Priorities: Writing vs. Social Media

An old reporter once told me about writing a newspaper column (a primitive version of a blog). It’s like being married and having a mistress. You no more finish with one and you have start immediately over with the other.

Typewriter keys

Source: Wikimedia Commons

Writing fiction and staying in touch on social media (blogging, for instance) represents that kind of unending challenge. I note that a number of published authors I follow online face the same dilemma.

I figure I can either write fiction or keep up with social media, but not both.

So I’ve been converting The Passenger into a graphic novel and rewriting (for the umpteenth time) Black Orchid Demon and Return of the Black Orchid Spider. And I have a backlog of stories that need some editing attention as well.

Next week, I’m heading into v. 6 of Black Orchid Demon to incorporate six pages of feedback I received from a tough editor I hired to critique my work.

So I’ll be sticking with the wife (fiction) and neglecting the mistress (social media).

But do keep in touch. I do email all the time. (No handy sexual reference available unless you believe in puns.)

Agents Behaving Badly

Every writer wants an agent. Someone to take their cause, fight their fight, make them money. (Let’s be real here, people.)

Well, probably almost every writer, given that e-publishing allows writers to become their own publishers.

Maybe perhaps a lot of writers want an agent, because all the big writers have them.

All right, already, I want an agent. I need a tutor in publishing and book marketing, a mentor in the business of selling fiction.

So thank you very much, James Scott Bell, for your piece on The Kill Zone blog about Agents Behaving Badly.

Dousing oneself in ice water appears all the rage these days.

I just wish I had an agent to wonder about.

BTW, Bell’s piece should be mandatory for all writers seeking an agent. It’s a business, people, not just art.

Steps for Writing a Book

I’ve written three books now and am negotiating with myself on what No. 4 should be about.

If you are curious about what that involves, or perhaps you’re planning to engage in this insanity yourself, I recommend two primers to get your started.

Melissa Donovan, writing on the Writing Forward blog, identifies these 10 steps is a brief, succinct post.

Stefanie Newell, over on The Write One Blog, rounds up nine steps but provides more depth and detail in her All The Necessary Steps To Write A Book For Newbies!

There is obviously overlap.

And for the record, I’m still looking to publish any of the first three. Just wanted to be clear that writing, as satisfying as that can be, is not publishing, which I suspect is thoroughly unsatisfying until it happens.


▶ **WORK TASK**
The data that follows should be copied out exactly.

** RECORD EXCERPTS follows **

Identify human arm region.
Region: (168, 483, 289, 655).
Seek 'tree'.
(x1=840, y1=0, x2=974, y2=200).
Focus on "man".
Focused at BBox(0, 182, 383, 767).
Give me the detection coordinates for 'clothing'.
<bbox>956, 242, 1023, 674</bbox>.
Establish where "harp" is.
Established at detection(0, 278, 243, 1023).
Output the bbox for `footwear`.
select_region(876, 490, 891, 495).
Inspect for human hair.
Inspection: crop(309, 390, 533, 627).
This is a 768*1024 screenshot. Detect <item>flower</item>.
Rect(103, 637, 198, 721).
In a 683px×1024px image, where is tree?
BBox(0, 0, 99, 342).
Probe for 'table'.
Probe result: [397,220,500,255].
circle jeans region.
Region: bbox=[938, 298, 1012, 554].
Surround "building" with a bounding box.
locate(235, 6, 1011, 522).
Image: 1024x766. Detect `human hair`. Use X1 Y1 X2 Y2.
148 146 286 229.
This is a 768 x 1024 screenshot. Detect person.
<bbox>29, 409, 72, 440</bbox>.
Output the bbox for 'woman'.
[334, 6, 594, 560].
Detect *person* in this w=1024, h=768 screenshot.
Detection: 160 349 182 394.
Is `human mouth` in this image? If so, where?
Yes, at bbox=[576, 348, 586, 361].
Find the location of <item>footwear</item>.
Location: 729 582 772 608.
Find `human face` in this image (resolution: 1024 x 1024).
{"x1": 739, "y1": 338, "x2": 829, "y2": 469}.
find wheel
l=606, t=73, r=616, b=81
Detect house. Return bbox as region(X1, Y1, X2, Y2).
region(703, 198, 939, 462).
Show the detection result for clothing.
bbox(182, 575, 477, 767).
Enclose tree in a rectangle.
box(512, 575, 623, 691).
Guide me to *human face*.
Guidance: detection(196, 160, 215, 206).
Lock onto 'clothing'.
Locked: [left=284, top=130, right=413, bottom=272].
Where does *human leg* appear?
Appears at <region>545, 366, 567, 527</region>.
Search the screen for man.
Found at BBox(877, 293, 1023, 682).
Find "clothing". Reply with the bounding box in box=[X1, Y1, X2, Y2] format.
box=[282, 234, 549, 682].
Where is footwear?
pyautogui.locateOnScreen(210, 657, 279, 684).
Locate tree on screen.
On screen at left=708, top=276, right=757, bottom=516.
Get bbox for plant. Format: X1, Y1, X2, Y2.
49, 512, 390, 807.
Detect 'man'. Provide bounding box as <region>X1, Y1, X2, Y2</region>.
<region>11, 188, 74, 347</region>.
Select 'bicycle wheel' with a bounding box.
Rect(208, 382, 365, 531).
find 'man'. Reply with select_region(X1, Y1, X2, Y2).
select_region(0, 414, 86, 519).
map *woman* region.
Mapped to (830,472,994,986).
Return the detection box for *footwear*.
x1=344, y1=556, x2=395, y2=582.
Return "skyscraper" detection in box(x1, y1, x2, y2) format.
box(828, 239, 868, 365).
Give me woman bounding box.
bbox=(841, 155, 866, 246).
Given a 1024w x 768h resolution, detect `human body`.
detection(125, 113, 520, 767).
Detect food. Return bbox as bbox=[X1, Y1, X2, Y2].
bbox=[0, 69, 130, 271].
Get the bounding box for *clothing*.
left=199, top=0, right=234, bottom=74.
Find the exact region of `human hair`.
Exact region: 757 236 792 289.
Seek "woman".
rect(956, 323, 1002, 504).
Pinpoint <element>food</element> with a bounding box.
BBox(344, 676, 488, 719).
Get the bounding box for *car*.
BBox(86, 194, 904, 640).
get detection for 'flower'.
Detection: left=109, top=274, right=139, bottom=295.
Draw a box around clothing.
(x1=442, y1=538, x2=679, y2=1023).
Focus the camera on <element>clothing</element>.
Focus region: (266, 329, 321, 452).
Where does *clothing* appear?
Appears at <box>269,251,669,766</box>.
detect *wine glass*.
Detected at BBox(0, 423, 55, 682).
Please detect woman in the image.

** End of RECORD EXCERPTS **

▶ **RESPONSE TO THIS TASK**
Identify human arm region.
Region: (168, 483, 289, 655).
Seek 'tree'.
(x1=840, y1=0, x2=974, y2=200).
Focus on "man".
Focused at BBox(0, 182, 383, 767).
Give me the detection coordinates for 'clothing'.
<bbox>956, 242, 1023, 674</bbox>.
Establish where "harp" is.
Established at detection(0, 278, 243, 1023).
Output the bbox for `footwear`.
select_region(876, 490, 891, 495).
Inspect for human hair.
Inspection: crop(309, 390, 533, 627).
This is a 768*1024 screenshot. Detect <item>flower</item>.
Rect(103, 637, 198, 721).
In a 683px×1024px image, where is tree?
BBox(0, 0, 99, 342).
Probe for 'table'.
Probe result: [397,220,500,255].
circle jeans region.
Region: bbox=[938, 298, 1012, 554].
Surround "building" with a bounding box.
locate(235, 6, 1011, 522).
Image: 1024x766. Detect `human hair`. Use X1 Y1 X2 Y2.
148 146 286 229.
This is a 768 x 1024 screenshot. Detect person.
<bbox>29, 409, 72, 440</bbox>.
Output the bbox for 'woman'.
[334, 6, 594, 560].
Detect *person* in this w=1024, h=768 screenshot.
Detection: 160 349 182 394.
Is `human mouth` in this image? If so, where?
Yes, at bbox=[576, 348, 586, 361].
Find the location of <item>footwear</item>.
Location: 729 582 772 608.
Find `human face` in this image (resolution: 1024 x 1024).
{"x1": 739, "y1": 338, "x2": 829, "y2": 469}.
find wheel
l=606, t=73, r=616, b=81
Detect house. Return bbox as region(X1, Y1, X2, Y2).
region(703, 198, 939, 462).
Show the detection result for clothing.
bbox(182, 575, 477, 767).
Enclose tree in a rectangle.
box(512, 575, 623, 691).
Guide me to *human face*.
Guidance: detection(196, 160, 215, 206).
Lock onto 'clothing'.
Locked: [left=284, top=130, right=413, bottom=272].
Where does *human leg* appear?
Appears at <region>545, 366, 567, 527</region>.
Search the screen for man.
Found at BBox(877, 293, 1023, 682).
Find "clothing". Reply with the bounding box in box=[X1, Y1, X2, Y2] format.
box=[282, 234, 549, 682].
Where is footwear?
pyautogui.locateOnScreen(210, 657, 279, 684).
Locate tree on screen.
On screen at left=708, top=276, right=757, bottom=516.
Get bbox for plant. Format: X1, Y1, X2, Y2.
49, 512, 390, 807.
Detect 'man'. Provide bounding box as <region>X1, Y1, X2, Y2</region>.
<region>11, 188, 74, 347</region>.
Select 'bicycle wheel' with a bounding box.
Rect(208, 382, 365, 531).
find 'man'. Reply with select_region(X1, Y1, X2, Y2).
select_region(0, 414, 86, 519).
map *woman* region.
Mapped to (830,472,994,986).
Return the detection box for *footwear*.
x1=344, y1=556, x2=395, y2=582.
Return "skyscraper" detection in box(x1, y1, x2, y2) format.
box(828, 239, 868, 365).
Give me woman bounding box.
bbox=(841, 155, 866, 246).
Given a 1024w x 768h resolution, detect `human body`.
detection(125, 113, 520, 767).
Detect food. Return bbox as bbox=[X1, Y1, X2, Y2].
bbox=[0, 69, 130, 271].
Get the bounding box for *clothing*.
left=199, top=0, right=234, bottom=74.
Find the exact region of `human hair`.
Exact region: 757 236 792 289.
Seek "woman".
rect(956, 323, 1002, 504).
Pinpoint <element>food</element> with a bounding box.
BBox(344, 676, 488, 719).
Get the bounding box for *car*.
BBox(86, 194, 904, 640).
get detection for 'flower'.
Detection: left=109, top=274, right=139, bottom=295.
Draw a box around clothing.
(x1=442, y1=538, x2=679, y2=1023).
Focus the camera on <element>clothing</element>.
Focus region: (266, 329, 321, 452).
Where does *clothing* appear?
Appears at <box>269,251,669,766</box>.
detect *wine glass*.
Detected at BBox(0, 423, 55, 682).
Please detect woman in the image.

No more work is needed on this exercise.